July 2, 2025
Chief Justice Torkornoo-07

Photo: Gertrude Araba Torkornoo Sackey at her press conference

The Chief Justice’s recent emotional invocation of Adu Lodge as a traumatic site “prominently linked” to the gruesome 1982 murders of three judges and a retired army officer has been sharply contested—this time, not by political opponents, but by a leading constitutional activist armed with declassified archives and cold facts.

During a widely broadcast press conference on Wednesday, the Chief Justice claimed that Adu Lodge had played a central role in the planning of the June 30th killings that continue to haunt Ghana’s democratic memory. She suggested that the site, long regarded as the official residence of Supreme Court justices, bore psychological weight due to its alleged role in that dark chapter of history.

But less than 24 hours later, Oliver Barker-Vormawor, a Cambridge-trained lawyer and convener of the #FixTheCountry movement, issued a sober—and—stinging rebuttal.
“The Chief Justice’s claim is absolutely incorrect,” Barker-Vormawor wrote in a public fact-check posted to his verified page. “Adu Lodge was at no point mentioned, used for, or connected in any way with the ‘planning’ or ‘execution’ of the murders.”

Citing the Report of the Special Investigative Branch and comments by the Attorney General at the time, Barker-Vormawor noted that Adu Lodge appears only once in the entire investigation—and even then, only in a marginal context.

The sole mention, he says, arises from a post-event encounter between Amartey-Kwei—one of the convicted conspirators—and Captain Kojo Tsikata. According to the report, Tsikata had allegedly pulled up in his car outside the Lodge on 31st October 1982—four months after the murders—to caution Amartey-Kwei against making statements that could implicate the then-fledgling PNDC regime.

“There was no entry into the Lodge. There was no meeting inside. They sat in Amartey-Kwei’s Datsun, parked outside,” Barker-Vormawor explained, highlighting that even this mention came long after the crime had occurred on June 30th.
His intervention has intensified scrutiny of the Chief Justice’s use of historical references to justify institutional decisions. Critics now argue that the emotional appeal—meant to justify a reported reluctance by senior judges to reside in Adu Lodge—may have veered into historical revisionism.

“Our history may not be pleasant,” Barker-Vormawor wrote. “But let’s not falsify it in service of an immature self.”
The fallout is especially sensitive given the high symbolic value of the June 30th tragedy. The execution of judges Cecilia Koranteng-Addow, Kwadwo Agyei Agyapong, and Fred Poku Sarkodie—along with Major Sam Acquah—by forces linked to the PNDC regime remains one of Ghana’s most traumatic national scars.

The Chief Justice’s remarks were likely intended to evoke that legacy in defence of institutional sanctity. But legal observers say they also reveal an unsettling tension between memory, myth, and modern political positioning.

“There’s a real danger in blurring fact and sentiment,” a constitutional scholar told The Hawk on condition of anonymity. “Especially when such narratives are invoked by holders of the highest judicial office.”
As the debate rages on, attention now turns to whether the Judiciary will clarify or retract the statement, or risk deepening public distrust in an institution already wrestling with allegations of politicisation.
For Barker-Vormawor and others, the goal is not to diminish the sacrifices of 1982, but to ensure that truth remains the ultimate arbiter in public life.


What to produce
Within the data below, count every line that includes "ffffff" and report the total alone.

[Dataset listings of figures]
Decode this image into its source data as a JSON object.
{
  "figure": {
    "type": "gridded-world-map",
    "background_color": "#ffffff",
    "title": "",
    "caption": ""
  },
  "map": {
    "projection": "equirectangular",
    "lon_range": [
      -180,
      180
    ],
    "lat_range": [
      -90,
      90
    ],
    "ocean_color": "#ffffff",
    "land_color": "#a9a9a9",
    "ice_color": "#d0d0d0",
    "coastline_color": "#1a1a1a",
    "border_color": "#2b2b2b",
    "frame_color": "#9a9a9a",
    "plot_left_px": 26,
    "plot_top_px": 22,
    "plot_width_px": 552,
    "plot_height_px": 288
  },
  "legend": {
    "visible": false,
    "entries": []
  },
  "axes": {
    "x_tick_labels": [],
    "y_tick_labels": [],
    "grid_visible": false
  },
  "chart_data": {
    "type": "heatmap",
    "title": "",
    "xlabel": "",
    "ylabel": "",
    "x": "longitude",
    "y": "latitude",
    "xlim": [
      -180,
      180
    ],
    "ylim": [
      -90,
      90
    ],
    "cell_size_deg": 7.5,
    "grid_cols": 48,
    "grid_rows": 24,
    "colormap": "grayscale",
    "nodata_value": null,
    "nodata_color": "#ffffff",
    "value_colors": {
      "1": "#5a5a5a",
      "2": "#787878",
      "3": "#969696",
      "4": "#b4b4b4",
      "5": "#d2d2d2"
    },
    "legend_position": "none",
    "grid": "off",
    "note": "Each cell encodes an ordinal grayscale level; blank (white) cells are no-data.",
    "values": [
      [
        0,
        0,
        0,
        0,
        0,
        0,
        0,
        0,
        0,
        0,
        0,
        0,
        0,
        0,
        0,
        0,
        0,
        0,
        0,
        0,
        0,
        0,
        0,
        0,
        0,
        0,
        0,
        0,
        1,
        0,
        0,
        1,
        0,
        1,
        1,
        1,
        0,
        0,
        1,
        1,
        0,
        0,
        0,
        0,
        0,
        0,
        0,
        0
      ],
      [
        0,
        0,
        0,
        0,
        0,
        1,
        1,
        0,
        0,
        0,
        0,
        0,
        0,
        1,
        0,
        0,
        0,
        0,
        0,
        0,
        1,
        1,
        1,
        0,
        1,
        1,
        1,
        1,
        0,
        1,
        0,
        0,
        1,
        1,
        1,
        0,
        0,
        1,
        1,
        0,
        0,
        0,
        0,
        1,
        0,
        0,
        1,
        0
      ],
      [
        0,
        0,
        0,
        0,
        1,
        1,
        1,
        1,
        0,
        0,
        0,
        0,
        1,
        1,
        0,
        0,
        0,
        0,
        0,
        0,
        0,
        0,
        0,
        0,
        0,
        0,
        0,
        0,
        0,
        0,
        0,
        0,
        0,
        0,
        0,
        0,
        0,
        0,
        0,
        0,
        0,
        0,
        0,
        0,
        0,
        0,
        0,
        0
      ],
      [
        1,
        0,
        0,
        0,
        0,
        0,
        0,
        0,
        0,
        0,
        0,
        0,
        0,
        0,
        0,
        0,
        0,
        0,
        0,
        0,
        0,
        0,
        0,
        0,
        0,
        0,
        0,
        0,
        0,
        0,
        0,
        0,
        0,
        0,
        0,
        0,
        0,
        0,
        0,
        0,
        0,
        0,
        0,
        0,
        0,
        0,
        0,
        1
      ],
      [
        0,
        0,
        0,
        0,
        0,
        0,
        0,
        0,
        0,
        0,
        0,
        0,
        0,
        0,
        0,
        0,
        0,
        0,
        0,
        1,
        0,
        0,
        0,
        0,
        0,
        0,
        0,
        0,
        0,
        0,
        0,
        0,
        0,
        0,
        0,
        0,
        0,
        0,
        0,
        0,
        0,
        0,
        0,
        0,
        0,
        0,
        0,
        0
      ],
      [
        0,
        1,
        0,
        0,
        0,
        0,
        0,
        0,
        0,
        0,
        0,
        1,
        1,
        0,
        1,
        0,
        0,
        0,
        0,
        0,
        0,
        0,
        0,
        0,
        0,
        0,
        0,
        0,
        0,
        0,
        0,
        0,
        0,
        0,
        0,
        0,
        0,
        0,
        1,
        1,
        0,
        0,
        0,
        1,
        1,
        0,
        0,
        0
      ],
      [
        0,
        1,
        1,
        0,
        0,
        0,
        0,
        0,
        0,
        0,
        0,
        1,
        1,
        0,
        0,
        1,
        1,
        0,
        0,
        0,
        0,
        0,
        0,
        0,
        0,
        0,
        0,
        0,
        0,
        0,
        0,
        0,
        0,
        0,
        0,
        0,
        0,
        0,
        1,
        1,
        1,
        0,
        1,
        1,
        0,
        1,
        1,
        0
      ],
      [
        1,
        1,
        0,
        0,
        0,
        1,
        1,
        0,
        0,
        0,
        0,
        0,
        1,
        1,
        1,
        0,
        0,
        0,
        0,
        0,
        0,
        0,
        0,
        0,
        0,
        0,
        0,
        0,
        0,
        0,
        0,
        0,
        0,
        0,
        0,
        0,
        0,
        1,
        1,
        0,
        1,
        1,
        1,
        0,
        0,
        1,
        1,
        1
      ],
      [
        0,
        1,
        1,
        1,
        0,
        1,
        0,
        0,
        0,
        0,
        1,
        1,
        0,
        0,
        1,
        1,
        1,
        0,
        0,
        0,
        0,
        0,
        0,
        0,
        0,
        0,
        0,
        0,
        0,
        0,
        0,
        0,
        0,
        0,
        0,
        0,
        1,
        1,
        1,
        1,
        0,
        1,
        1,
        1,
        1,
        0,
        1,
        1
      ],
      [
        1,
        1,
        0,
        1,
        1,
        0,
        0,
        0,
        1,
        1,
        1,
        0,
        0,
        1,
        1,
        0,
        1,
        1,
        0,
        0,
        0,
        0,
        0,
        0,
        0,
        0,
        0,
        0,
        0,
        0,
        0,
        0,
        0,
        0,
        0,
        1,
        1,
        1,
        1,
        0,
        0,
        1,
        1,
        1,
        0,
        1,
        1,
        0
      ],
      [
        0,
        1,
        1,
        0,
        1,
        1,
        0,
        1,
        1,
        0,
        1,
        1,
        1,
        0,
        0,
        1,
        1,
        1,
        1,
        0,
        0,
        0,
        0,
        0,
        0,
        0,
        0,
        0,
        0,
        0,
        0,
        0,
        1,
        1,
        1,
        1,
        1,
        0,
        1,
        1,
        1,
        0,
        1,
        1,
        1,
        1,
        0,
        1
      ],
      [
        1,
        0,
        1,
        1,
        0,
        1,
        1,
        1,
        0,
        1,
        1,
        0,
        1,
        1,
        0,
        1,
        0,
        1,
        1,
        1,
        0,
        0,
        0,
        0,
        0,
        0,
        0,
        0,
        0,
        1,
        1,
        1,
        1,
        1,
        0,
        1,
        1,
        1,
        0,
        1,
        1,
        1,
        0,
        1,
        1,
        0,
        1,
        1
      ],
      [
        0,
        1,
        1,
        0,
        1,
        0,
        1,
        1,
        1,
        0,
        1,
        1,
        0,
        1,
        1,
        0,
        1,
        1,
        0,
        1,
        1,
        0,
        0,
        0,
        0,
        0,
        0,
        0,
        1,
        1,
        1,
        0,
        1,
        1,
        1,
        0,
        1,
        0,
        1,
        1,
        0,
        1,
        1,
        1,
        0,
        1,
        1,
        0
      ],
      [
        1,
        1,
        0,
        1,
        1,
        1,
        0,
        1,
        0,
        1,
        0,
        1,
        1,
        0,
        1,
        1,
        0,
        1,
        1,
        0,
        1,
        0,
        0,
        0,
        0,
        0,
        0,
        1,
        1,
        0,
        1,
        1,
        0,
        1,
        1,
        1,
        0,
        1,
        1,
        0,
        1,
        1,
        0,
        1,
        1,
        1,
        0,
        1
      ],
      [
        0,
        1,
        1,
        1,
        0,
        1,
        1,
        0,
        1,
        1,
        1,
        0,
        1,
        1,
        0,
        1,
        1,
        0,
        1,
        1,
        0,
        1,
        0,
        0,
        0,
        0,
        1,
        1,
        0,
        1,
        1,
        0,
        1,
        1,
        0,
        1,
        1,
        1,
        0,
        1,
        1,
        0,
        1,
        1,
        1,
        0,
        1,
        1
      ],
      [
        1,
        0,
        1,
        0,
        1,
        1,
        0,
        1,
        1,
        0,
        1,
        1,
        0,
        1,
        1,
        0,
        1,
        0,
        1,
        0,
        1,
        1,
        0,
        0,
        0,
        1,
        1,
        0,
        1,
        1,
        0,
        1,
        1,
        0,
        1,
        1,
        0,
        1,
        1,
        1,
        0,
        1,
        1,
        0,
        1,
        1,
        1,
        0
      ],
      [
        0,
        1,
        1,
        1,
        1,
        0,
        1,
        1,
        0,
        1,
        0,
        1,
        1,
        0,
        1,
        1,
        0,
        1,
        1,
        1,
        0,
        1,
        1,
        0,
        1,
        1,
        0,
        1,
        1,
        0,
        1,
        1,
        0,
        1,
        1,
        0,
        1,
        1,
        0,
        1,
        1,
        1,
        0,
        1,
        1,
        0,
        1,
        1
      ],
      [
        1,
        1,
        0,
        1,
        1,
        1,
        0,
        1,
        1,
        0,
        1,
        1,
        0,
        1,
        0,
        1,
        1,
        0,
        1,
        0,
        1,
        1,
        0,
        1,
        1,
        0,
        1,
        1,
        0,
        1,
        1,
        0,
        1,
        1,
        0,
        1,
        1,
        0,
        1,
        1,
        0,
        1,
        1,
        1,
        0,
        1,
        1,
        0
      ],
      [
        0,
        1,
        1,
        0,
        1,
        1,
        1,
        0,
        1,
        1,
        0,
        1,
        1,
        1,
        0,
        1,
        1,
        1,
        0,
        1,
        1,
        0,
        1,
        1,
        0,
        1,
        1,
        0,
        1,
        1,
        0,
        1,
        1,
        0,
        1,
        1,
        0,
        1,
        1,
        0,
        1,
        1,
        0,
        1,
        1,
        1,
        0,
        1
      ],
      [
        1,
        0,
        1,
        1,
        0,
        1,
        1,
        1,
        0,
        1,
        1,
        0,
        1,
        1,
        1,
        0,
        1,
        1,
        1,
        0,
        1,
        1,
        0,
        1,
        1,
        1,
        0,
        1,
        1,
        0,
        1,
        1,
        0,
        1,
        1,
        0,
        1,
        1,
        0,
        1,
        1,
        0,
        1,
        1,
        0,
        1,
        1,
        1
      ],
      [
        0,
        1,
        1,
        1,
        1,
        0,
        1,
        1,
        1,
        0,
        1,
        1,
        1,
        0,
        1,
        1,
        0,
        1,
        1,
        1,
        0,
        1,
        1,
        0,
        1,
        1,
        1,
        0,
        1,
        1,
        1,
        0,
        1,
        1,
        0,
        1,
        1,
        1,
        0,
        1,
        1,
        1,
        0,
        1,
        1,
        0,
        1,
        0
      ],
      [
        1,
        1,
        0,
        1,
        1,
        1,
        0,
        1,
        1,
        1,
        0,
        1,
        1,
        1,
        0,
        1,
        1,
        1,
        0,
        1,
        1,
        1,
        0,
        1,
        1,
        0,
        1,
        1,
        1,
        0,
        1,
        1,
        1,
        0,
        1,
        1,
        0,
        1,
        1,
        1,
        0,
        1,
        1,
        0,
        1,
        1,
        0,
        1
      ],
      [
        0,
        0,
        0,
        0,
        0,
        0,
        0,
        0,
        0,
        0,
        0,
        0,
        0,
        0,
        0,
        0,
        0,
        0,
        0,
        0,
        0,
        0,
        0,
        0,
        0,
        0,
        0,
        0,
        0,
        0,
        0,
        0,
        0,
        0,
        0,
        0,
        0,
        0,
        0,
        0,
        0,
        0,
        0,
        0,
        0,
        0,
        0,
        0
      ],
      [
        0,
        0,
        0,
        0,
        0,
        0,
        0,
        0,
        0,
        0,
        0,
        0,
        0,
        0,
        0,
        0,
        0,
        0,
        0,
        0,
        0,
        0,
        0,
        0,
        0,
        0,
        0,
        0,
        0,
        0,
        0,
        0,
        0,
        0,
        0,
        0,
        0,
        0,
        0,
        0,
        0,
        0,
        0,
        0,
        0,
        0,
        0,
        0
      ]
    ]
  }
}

Answer to this exercise
3